Notice: All forms on this website are temporarily down for maintenance. You will not be able to complete a form to request information or a resource. We apologize for any inconvenience and will reactivate the forms as soon as possible.

Ready Player One Nabs High Score

The movie’s all about the quest for an elusive, and extraordinarily important, video game Easter egg. It was released on Easter weekend. So maybe it’s only fitting that Ready Player One rolled to victory in the box office’s own Easter-egg hunt.

Steven Spielberg’s return to flat-out popcorn fare proved to be all sunny-side up this weekend. Released a day early, Ready Player One has already earned $53.2 million during its first four days of box-office life, and it scored an estimated $41.2 million of that during the traditional three-day weekend. That’s the highest North American gross for a Spielberg movie since the director last handed Harrison Ford a fedora and whip (Indiana Jones and the Kingdom of the Crystal Skull) in 2008.

And as healthy as the numbers are stateside, that’s nothing compared to how Ready Player One is performing overseas, where it’s already earned $128 million. Game over? Not by a longshot. Looks like the film could be coasting toward an extra life.

Tyler Perry’s Acrimony, another newcomer, finished a distant second to Ready Player One. It overcame some middling reviews to clear about $17.1 million. (We didn’t get an advance screening for Acrimony, but we’ll be posting our review late today or early tomorrow.)

Black Panther may not be No. 1 anymore, but it still continues to rake in the cash. The highest-grossing superhero movie in history made another $11.3 million, bringing its overall North American earnings mark to a staggering $650.7 million. That’s the fifth highest domestic gross in history, and puts Panther less than $2 million behind Jurassic World for fourth.

I Can Only Imagine continues to impress as well, albeit on a different scale. It’s still loitering around the box office’s top five, collecting around $10.8 million to finish fourth. Its overall haul now stands at $55.6 million—not Black Panther-like numbers, obviously, but given the film just cost $7 million to make, according to Box Office Mojo, not too shabby.

By the way, God’s Not Dead: A Light in the Darkness, didn’t fare nearly so well. Maybe the Christian movie audience was just all movied out. The third Christian flick to roll wide in three weeks, God’s Not Dead 3 managed to bank just $2.6 million to finish 12th, way off the pace of its predecessors. (The original God’s Not Dead, released in 2014, earned $9.2 million in its first weekend en route to a $60.8 million overall gross.) The other Christian film in wide release, Paul, Apostle of Christ, finished 10th with $3.5 million.

Pacific Rim Uprising, last weekend’s champ, tumbled all the way down to fifth place. It pocketed $9.2 million—a lot for you and me, maybe, but not so much for gigantic nuclear-powered robots and their massive commensurate supporting staff. Why, that’s barely enough to pay for the paperwork alone.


The problem: From the first line of the entries down to the line with "Image is 980x489 pixels.", write out every line exactly; that last line counts, but pictures do not.

[Collected data]
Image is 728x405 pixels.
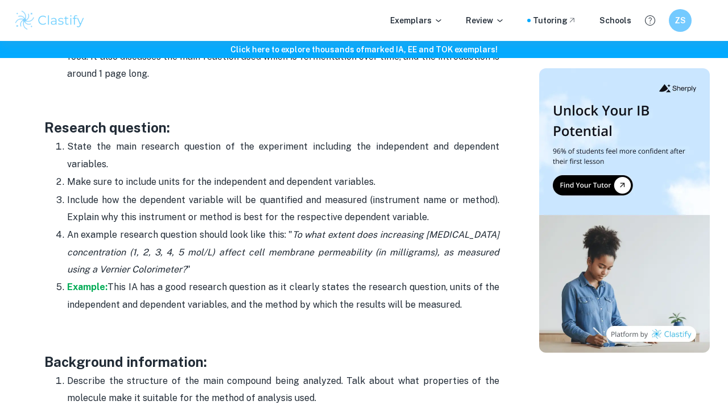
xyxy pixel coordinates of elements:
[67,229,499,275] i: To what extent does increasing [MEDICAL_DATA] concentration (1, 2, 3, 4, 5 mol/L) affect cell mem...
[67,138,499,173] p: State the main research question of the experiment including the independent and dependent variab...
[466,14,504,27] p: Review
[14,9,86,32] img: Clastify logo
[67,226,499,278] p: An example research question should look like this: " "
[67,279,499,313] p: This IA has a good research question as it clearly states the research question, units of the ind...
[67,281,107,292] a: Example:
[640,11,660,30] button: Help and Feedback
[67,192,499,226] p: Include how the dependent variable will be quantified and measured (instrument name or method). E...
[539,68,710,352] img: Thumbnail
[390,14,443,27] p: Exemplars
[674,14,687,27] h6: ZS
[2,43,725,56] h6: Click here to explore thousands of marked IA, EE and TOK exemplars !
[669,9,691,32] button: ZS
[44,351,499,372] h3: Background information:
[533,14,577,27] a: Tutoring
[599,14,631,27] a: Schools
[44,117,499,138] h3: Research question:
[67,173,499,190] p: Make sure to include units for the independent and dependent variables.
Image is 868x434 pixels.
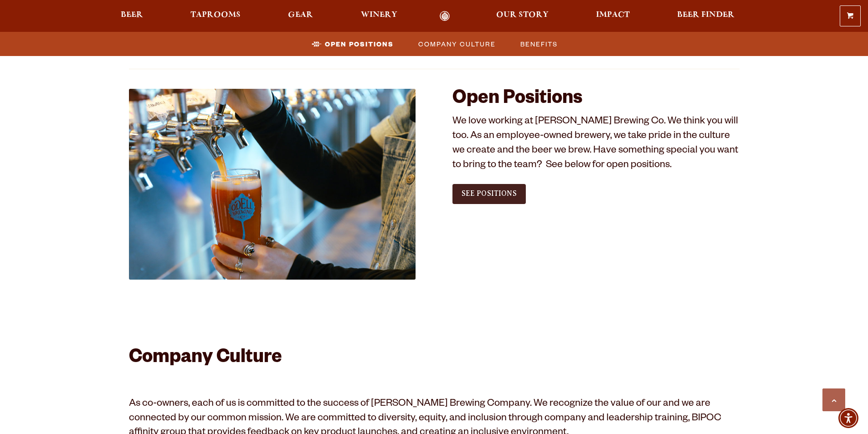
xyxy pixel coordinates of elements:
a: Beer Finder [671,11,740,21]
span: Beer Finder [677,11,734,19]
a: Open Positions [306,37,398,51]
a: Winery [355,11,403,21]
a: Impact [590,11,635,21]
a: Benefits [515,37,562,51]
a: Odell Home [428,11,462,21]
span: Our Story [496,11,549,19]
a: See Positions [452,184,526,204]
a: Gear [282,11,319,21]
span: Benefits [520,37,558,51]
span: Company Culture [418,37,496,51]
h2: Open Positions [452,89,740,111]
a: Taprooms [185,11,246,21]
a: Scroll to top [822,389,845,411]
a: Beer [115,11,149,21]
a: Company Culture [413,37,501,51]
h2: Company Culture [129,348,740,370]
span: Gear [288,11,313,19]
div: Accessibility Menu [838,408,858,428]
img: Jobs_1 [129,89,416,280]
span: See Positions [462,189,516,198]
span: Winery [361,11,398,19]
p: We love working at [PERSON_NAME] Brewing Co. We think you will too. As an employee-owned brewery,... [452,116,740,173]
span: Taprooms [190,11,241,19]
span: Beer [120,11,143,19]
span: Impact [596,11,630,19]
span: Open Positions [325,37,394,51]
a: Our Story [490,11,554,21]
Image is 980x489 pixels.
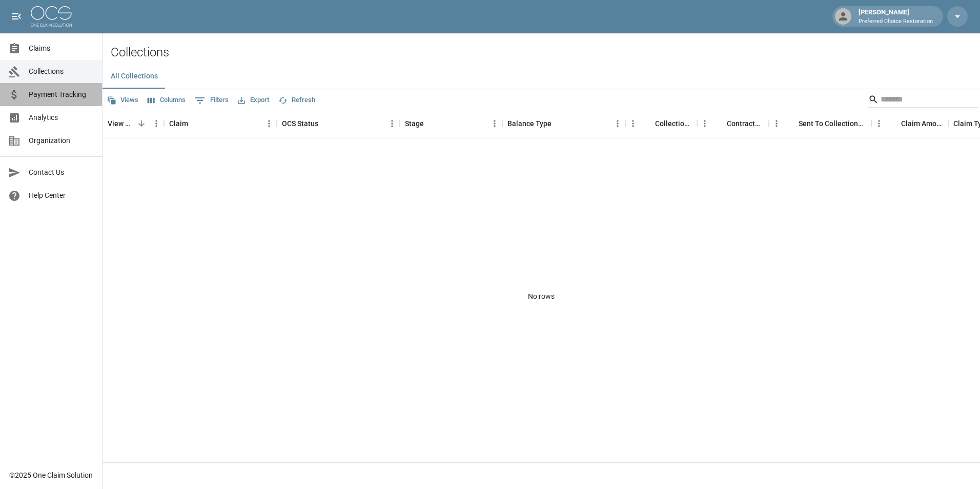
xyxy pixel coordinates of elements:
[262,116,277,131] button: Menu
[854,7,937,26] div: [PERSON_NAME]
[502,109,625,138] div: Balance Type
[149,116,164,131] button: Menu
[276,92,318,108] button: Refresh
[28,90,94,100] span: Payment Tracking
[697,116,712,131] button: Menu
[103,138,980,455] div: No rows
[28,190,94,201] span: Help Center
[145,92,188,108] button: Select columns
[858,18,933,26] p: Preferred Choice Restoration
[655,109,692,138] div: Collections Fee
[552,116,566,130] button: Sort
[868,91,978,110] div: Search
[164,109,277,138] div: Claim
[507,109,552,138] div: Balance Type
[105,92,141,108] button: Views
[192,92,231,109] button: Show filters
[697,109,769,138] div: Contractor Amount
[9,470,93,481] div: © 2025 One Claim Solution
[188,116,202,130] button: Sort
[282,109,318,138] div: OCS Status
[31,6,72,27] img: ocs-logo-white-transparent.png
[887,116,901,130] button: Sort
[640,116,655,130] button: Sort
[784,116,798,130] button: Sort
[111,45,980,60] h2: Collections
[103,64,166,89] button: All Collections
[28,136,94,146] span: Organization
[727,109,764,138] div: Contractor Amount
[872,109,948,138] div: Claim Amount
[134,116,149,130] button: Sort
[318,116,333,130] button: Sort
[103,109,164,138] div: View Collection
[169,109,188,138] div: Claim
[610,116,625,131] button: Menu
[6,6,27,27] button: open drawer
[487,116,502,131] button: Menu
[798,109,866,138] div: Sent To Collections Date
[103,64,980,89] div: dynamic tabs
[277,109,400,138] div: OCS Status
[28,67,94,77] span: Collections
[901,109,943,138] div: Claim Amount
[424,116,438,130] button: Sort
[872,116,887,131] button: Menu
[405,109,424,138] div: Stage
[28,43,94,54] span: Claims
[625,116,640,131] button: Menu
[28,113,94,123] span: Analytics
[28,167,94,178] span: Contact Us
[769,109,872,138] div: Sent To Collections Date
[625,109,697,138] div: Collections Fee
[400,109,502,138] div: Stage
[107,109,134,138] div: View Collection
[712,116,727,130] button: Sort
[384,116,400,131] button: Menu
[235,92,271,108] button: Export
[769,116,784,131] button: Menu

Result for this task:
Image is 728x405 pixels.
xyxy pixel coordinates of elements:
[67,229,499,275] i: To what extent does increasing [MEDICAL_DATA] concentration (1, 2, 3, 4, 5 mol/L) affect cell mem...
[67,138,499,173] p: State the main research question of the experiment including the independent and dependent variab...
[466,14,504,27] p: Review
[14,9,86,32] img: Clastify logo
[67,226,499,278] p: An example research question should look like this: " "
[67,279,499,313] p: This IA has a good research question as it clearly states the research question, units of the ind...
[67,281,107,292] a: Example:
[640,11,660,30] button: Help and Feedback
[67,192,499,226] p: Include how the dependent variable will be quantified and measured (instrument name or method). E...
[539,68,710,352] img: Thumbnail
[390,14,443,27] p: Exemplars
[674,14,687,27] h6: ZS
[2,43,725,56] h6: Click here to explore thousands of marked IA, EE and TOK exemplars !
[669,9,691,32] button: ZS
[44,351,499,372] h3: Background information:
[533,14,577,27] a: Tutoring
[599,14,631,27] a: Schools
[44,117,499,138] h3: Research question:
[67,173,499,190] p: Make sure to include units for the independent and dependent variables.
Image is 868x434 pixels.
xyxy pixel coordinates of elements:
a: Beer Finder [671,11,740,21]
span: Beer Finder [677,11,734,19]
a: Open Positions [306,37,398,51]
a: Winery [355,11,403,21]
a: Impact [590,11,635,21]
a: Benefits [515,37,562,51]
a: Odell Home [428,11,462,21]
span: Our Story [496,11,549,19]
a: See Positions [452,184,526,204]
a: Gear [282,11,319,21]
span: Benefits [520,37,558,51]
span: Company Culture [418,37,496,51]
h2: Open Positions [452,89,740,111]
a: Taprooms [185,11,246,21]
a: Scroll to top [822,389,845,411]
a: Beer [115,11,149,21]
a: Company Culture [413,37,501,51]
h2: Company Culture [129,348,740,370]
span: Gear [288,11,313,19]
div: Accessibility Menu [838,408,858,428]
img: Jobs_1 [129,89,416,280]
span: See Positions [462,189,516,198]
span: Winery [361,11,398,19]
p: We love working at [PERSON_NAME] Brewing Co. We think you will too. As an employee-owned brewery,... [452,116,740,173]
span: Taprooms [190,11,241,19]
span: Beer [120,11,143,19]
span: Impact [596,11,630,19]
span: Open Positions [325,37,394,51]
a: Our Story [490,11,554,21]
Image is 980x489 pixels.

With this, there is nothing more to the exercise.